Biography
Born in Buenos Aires in 1956. She lives and works in Mar del Plata.
Of all the exhibitions that I did, the ones that interested me the most were "De rosas, capullos y otras fábulas" (Of roses, buds and other fables), at Fundación Proa and curated by Victoria Noorthorn (2005); "Caja de música" (Music box), an installation I did at Baltar Contemporáneo, in Mar del Plata (2004); "Hojas para" (Sheets for), the project I did for Trama, coordinated by Pablo Siquier and Anne-Mie van Kerkhoven (2003); "Certeza del abedul que se creía libro" (Certainty of the birch who thought himself a book), an installation at Lelé de Troya (2003), an installation at MOTP - Mar del Plata (2002); the exhibition at Belleza y Felicidad (2000) and "Unplugged", at CC Victoria Ocampo, Mar del Plata (1998)
Studies: Visual arts professor, Escuela Martín Malharro, Mar del Plata. Workshop of work production and analysis (1998/2000), Fundación Antorchas and Fondo I. de Arte Contemporáneo.
Skills improvement grant, Fondo Nacional de las Artes (2001/2002), tutored by Claudia Fontes.
It is since I first met Claudia Fontes that I began thinking my works as a project, and installation appear to be the most suitable mean for expression.
The paper as a trigger (fragility, marks, the passage of time), poetry and text as an image that is present within my works.
I'm interested for the work of art to take some kind of risk, that the ink may dissapear in contact with the light, that pieces of paper may be torn as they are handled, that sheets may be stolen as they are exhibited, that blackboards be inevitably cleaned out.
Vision of art
1. Choose a work that represents you, describe it in relation to its format and materiality, its relation with time and space, its style and theme; detail its production process.
The installation I did at Lelé de Troya, called "Certainty of the birch who thought himself a book", back in 2003. I started out tearing apart the bark of a tree, during the period in which trees "change their skin". The texture of the birch is like a piece of writing, and I went on grouping together and cleaning this material. In a parallel way, I wrote poems, printed them on black and white sheets and sticked adhesive tape to them, so as to tear them off later. I was interested in the remaining text, sometimes broken or almost unreadable. At a certain time, I looked at the adhesive tape that I've used, and they were as curled as the bark of the tree that I'd torn apart. So I grouped all of those texts. It was like saying "I had found them". The work consisted of placing all that 'skin' on the wooden floor in Lelé de Troya, the window was open and so some leaves from the trees of the street slipped in. The installation also included 12 sheets of paper on the wall, in 3 lines of 4 each. I was very interested in the process itself because I thought my work was going in a certain direction, that of the torn off paper, but it turned out that the scraps ended up being the most important thing. The relation between the different materials, the collection time and the thin line that connects wood-paper-leaves.
2. In general terms, how would you suggest to approach your work?
I believe that people approach my works (when they do) to read a certain text that may be a poem, the name of a poet or artist or see, within the diagrams, what is it that I am pointing at. But it is not that I suggest that approach. I just have seen it happens.
3. In reference to your work and your position in the national and international art fields, what tradition do you recognize yourself in? Who are your contemporary referents? What artists of previous generations are of interest to you?
My points of reference: Liliana Porter, Cy Twombly, Charles Bukowski, Duchamp, Borges. I'm interested in León Ferrari, Brígida Baltar, among many others. I'm very bad with names.
4. Choose works or exhibitions from the last ten or fifteen years which in your opinion were very significant and explain why
León Ferrari's exhibition in the CC Recoleta I think it was amazing. No need explaining why. An exhibition by Carlos Gallardo also in the CC Recoleta, back in the 1990s. It had two frames as walls with (I think) ID numbers that were reflected onto a very big water pond. I thought it was intense.
5. What tendencies or groupings from common elements do you see in argentine art of the last ten or fifteen years?
I think there are actions that unite us; appropriation is one of those actions. I see a sort of unfolded network made of ideas, out of some of which, we artists connect. Then, there would be very similar works of art from artists who don’t even know each other. I’m included, but I see this as a favorable characteristic (when it is not a rip off, of course). During an exhibition of visual poetry done in the Espacio Giesso, of which I took part in, I bumped into a project by some American artist that was an exact replica of one I had once made. I swear I did not know such an artist, and there is no possible way he could have known me. I liked this to happen. Ideas go with the flow and that’s the way it is.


- **ABOUT THIS EXERCISE**: Output the records that follow exactly as they are written.

┌─ ENTRIES SUPPLIED

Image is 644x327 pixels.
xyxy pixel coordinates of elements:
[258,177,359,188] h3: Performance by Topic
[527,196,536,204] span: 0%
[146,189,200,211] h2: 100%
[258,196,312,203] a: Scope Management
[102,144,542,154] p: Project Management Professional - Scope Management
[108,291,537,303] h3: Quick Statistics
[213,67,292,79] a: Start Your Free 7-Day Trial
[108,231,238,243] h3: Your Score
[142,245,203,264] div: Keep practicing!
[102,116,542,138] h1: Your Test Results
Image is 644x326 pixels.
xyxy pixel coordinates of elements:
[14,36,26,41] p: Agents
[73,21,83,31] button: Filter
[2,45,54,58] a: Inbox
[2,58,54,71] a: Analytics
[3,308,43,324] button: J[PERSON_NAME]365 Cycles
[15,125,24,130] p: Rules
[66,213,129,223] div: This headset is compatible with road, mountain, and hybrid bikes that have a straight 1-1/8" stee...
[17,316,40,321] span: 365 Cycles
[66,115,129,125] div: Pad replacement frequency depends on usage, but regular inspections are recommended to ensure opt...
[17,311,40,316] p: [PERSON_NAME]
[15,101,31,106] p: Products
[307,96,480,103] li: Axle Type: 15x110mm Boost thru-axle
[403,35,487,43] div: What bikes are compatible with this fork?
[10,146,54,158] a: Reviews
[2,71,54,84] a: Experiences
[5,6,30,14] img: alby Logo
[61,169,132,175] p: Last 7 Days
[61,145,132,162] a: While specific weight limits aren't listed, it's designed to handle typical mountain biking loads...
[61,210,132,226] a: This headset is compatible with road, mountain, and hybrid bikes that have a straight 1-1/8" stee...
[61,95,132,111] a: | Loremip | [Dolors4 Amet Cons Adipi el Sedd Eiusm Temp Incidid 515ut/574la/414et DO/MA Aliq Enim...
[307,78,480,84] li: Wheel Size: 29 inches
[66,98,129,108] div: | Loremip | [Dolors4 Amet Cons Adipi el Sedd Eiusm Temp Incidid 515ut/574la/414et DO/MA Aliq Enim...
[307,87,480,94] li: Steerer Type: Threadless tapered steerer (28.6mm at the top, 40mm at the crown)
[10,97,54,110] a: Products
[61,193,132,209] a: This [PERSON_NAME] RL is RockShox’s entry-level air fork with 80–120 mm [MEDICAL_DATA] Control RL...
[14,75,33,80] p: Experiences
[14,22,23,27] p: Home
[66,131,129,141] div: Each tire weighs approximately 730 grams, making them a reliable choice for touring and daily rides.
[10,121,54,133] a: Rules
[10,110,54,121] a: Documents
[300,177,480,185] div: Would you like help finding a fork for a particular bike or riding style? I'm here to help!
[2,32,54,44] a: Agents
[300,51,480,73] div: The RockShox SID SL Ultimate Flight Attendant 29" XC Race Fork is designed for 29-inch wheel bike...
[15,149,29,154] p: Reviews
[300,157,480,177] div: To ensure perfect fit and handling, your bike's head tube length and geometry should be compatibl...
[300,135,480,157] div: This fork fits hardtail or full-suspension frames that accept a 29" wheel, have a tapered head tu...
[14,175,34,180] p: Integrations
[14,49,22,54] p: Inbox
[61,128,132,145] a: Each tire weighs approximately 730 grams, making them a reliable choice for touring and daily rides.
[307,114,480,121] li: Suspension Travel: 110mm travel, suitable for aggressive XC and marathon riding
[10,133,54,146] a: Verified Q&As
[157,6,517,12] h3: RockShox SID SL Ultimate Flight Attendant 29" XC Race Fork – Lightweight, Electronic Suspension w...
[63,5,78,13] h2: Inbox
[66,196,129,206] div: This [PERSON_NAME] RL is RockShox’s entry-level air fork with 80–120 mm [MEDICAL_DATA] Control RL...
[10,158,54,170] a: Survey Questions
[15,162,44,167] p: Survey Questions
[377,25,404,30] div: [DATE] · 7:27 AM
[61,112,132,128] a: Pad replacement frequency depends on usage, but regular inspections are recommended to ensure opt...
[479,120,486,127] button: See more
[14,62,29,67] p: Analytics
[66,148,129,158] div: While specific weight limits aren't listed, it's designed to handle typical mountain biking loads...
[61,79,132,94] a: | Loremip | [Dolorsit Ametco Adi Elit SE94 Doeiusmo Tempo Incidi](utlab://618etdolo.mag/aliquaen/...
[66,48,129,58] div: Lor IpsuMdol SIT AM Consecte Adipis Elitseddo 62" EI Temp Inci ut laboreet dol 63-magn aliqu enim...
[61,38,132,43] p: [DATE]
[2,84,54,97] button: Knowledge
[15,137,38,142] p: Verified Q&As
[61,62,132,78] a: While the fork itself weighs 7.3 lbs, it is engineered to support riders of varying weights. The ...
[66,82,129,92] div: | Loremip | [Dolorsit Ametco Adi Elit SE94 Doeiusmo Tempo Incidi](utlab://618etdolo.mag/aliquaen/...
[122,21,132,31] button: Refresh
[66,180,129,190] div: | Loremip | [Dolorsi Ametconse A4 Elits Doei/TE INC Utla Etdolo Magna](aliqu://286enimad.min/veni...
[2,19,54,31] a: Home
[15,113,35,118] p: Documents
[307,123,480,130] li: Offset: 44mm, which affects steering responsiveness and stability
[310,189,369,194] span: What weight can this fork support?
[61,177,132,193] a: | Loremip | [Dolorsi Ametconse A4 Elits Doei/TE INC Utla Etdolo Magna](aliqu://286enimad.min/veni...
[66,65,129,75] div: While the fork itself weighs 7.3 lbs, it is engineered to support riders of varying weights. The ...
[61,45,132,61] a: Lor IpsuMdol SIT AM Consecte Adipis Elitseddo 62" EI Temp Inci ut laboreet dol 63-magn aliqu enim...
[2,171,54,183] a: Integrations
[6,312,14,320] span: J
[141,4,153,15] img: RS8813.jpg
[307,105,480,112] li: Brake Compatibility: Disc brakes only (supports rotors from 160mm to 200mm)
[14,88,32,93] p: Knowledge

└─

- **RESULT OF THE EXERCISE**:
Image is 644x327 pixels.
xyxy pixel coordinates of elements:
[258,177,359,188] h3: Performance by Topic
[527,196,536,204] span: 0%
[146,189,200,211] h2: 100%
[258,196,312,203] a: Scope Management
[102,144,542,154] p: Project Management Professional - Scope Management
[108,291,537,303] h3: Quick Statistics
[213,67,292,79] a: Start Your Free 7-Day Trial
[108,231,238,243] h3: Your Score
[142,245,203,264] div: Keep practicing!
[102,116,542,138] h1: Your Test Results
Image is 644x326 pixels.
xyxy pixel coordinates of elements:
[14,36,26,41] p: Agents
[73,21,83,31] button: Filter
[2,45,54,58] a: Inbox
[2,58,54,71] a: Analytics
[3,308,43,324] button: J[PERSON_NAME]365 Cycles
[15,125,24,130] p: Rules
[66,213,129,223] div: This headset is compatible with road, mountain, and hybrid bikes that have a straight 1-1/8" stee...
[17,316,40,321] span: 365 Cycles
[66,115,129,125] div: Pad replacement frequency depends on usage, but regular inspections are recommended to ensure opt...
[17,311,40,316] p: [PERSON_NAME]
[15,101,31,106] p: Products
[307,96,480,103] li: Axle Type: 15x110mm Boost thru-axle
[403,35,487,43] div: What bikes are compatible with this fork?
[10,146,54,158] a: Reviews
[2,71,54,84] a: Experiences
[5,6,30,14] img: alby Logo
[61,169,132,175] p: Last 7 Days
[61,145,132,162] a: While specific weight limits aren't listed, it's designed to handle typical mountain biking loads...
[61,210,132,226] a: This headset is compatible with road, mountain, and hybrid bikes that have a straight 1-1/8" stee...
[61,95,132,111] a: | Loremip | [Dolors4 Amet Cons Adipi el Sedd Eiusm Temp Incidid 515ut/574la/414et DO/MA Aliq Enim...
[307,78,480,84] li: Wheel Size: 29 inches
[66,98,129,108] div: | Loremip | [Dolors4 Amet Cons Adipi el Sedd Eiusm Temp Incidid 515ut/574la/414et DO/MA Aliq Enim...
[307,87,480,94] li: Steerer Type: Threadless tapered steerer (28.6mm at the top, 40mm at the crown)
[10,97,54,110] a: Products
[61,193,132,209] a: This [PERSON_NAME] RL is RockShox’s entry-level air fork with 80–120 mm [MEDICAL_DATA] Control RL...
[14,75,33,80] p: Experiences
[14,22,23,27] p: Home
[66,131,129,141] div: Each tire weighs approximately 730 grams, making them a reliable choice for touring and daily rides.
[10,121,54,133] a: Rules
[10,110,54,121] a: Documents
[300,177,480,185] div: Would you like help finding a fork for a particular bike or riding style? I'm here to help!
[2,32,54,44] a: Agents
[300,51,480,73] div: The RockShox SID SL Ultimate Flight Attendant 29" XC Race Fork is designed for 29-inch wheel bike...
[15,149,29,154] p: Reviews
[300,157,480,177] div: To ensure perfect fit and handling, your bike's head tube length and geometry should be compatibl...
[300,135,480,157] div: This fork fits hardtail or full-suspension frames that accept a 29" wheel, have a tapered head tu...
[14,175,34,180] p: Integrations
[14,49,22,54] p: Inbox
[61,128,132,145] a: Each tire weighs approximately 730 grams, making them a reliable choice for touring and daily rides.
[307,114,480,121] li: Suspension Travel: 110mm travel, suitable for aggressive XC and marathon riding
[10,133,54,146] a: Verified Q&As
[157,6,517,12] h3: RockShox SID SL Ultimate Flight Attendant 29" XC Race Fork – Lightweight, Electronic Suspension w...
[63,5,78,13] h2: Inbox
[66,196,129,206] div: This [PERSON_NAME] RL is RockShox’s entry-level air fork with 80–120 mm [MEDICAL_DATA] Control RL...
[10,158,54,170] a: Survey Questions
[15,162,44,167] p: Survey Questions
[377,25,404,30] div: [DATE] · 7:27 AM
[61,112,132,128] a: Pad replacement frequency depends on usage, but regular inspections are recommended to ensure opt...
[479,120,486,127] button: See more
[14,62,29,67] p: Analytics
[66,148,129,158] div: While specific weight limits aren't listed, it's designed to handle typical mountain biking loads...
[61,79,132,94] a: | Loremip | [Dolorsit Ametco Adi Elit SE94 Doeiusmo Tempo Incidi](utlab://618etdolo.mag/aliquaen/...
[66,48,129,58] div: Lor IpsuMdol SIT AM Consecte Adipis Elitseddo 62" EI Temp Inci ut laboreet dol 63-magn aliqu enim...
[61,38,132,43] p: [DATE]
[2,84,54,97] button: Knowledge
[15,137,38,142] p: Verified Q&As
[61,62,132,78] a: While the fork itself weighs 7.3 lbs, it is engineered to support riders of varying weights. The ...
[66,82,129,92] div: | Loremip | [Dolorsit Ametco Adi Elit SE94 Doeiusmo Tempo Incidi](utlab://618etdolo.mag/aliquaen/...
[122,21,132,31] button: Refresh
[66,180,129,190] div: | Loremip | [Dolorsi Ametconse A4 Elits Doei/TE INC Utla Etdolo Magna](aliqu://286enimad.min/veni...
[2,19,54,31] a: Home
[15,113,35,118] p: Documents
[307,123,480,130] li: Offset: 44mm, which affects steering responsiveness and stability
[310,189,369,194] span: What weight can this fork support?
[61,177,132,193] a: | Loremip | [Dolorsi Ametconse A4 Elits Doei/TE INC Utla Etdolo Magna](aliqu://286enimad.min/veni...
[66,65,129,75] div: While the fork itself weighs 7.3 lbs, it is engineered to support riders of varying weights. The ...
[61,45,132,61] a: Lor IpsuMdol SIT AM Consecte Adipis Elitseddo 62" EI Temp Inci ut laboreet dol 63-magn aliqu enim...
[2,171,54,183] a: Integrations
[6,312,14,320] span: J
[141,4,153,15] img: RS8813.jpg
[307,105,480,112] li: Brake Compatibility: Disc brakes only (supports rotors from 160mm to 200mm)
[14,88,32,93] p: Knowledge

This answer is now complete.